The girl didn’t answer. She began walking quickly, and Randolph fell in beside her. “Where to?” he asked.
“My house,” she said. An undisguised coldness had crept into her voice.
“Don’t take this so big,” he said. “It’s part of a working day.”
“I didn’t know that,” the girl said.
“Well, now you do.”
They walked in silence. Around them, the concrete fingers of the city poked at the October sky. The fingers were black with the soot of decades, grimy fingers covered with waste and not with the honest dirt of labour. The streets crawled with humanity. Old men and young men, kids playing stickball, kids chalking up the sidewalks, women with shopping bags, the honest citizens of the precinct — and the others. In the ten minutes it took them to walk from the precinct to the girl’s apartment, Randolph saw fourteen junkies in the streets. Some of those junkies would be mugging before the day ended. Some would be shoplifting and committing burglaries. All would be blind by nightfall.

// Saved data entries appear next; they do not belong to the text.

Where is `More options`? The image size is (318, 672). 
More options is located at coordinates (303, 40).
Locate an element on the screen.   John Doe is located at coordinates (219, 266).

He saw the bright green and yellow silk jackets of a teenage gang known as “The Marauders,” and he knew that the appearance of a blue and gold jacket in their territory would bring on a street bop and broken ribs and bloody heads.
He saw the hookers and the pimps and the sneak thieves and the muggers and the ex-cons and the kids holding J. D. cards and the drunks and the fences and the peddlers of hot goods — he saw them all, and they surrounded him with a feeling of filth, a feeling he wanted desperately to search out and crush because somewhere in the filth he had lost himself.
Somewhere, long ago, a young patrolman had cracked a liquor store holdup, and the patrolman had been promoted to Detective/Third Grade, and the patrolman’s name was Frank Randolph. And somewhere back there, the patrolman Frank Randolph had ceased to exist, and the detective Frank Randolph had inhabited the shell of his body. The eyes had turned hard, and the fists had turned quick, and the step had turned cautious because there was danger in these streets, and the danger awakened every animal instinct within a man, reduced him to a beast stalking blood in the narrow, dark passages of the jungle.
There was hatred within the muscular body of Frank Randolph, a hatred bred of dealing with tigers, a hatred which included the timid antelopes who also lived in the forest.
And so he walked with a young, thin girl, walked toward her apartment where he would use his shield as a wedge to enter her bed and her body. He had begun using his shield a long time ago. He was as much an addict to his shield as the junkies in the streets were addicts to the white god.
The tenement stood in a row of sombre-faced buildings, buildings that solemnly mourned the loss of their latter-day splendor. The fire escapes fronting each building were hung with the trappings of life: blankets, potted plants, pillows, empty beer cans, ash trays, guitars. Autumn had come late this year, lingering over the slow death of a hot summer, and the cliff dwellers had taken to their slum terraces, the iron-barred rectangles that gave them a piece of sky and a breath of air.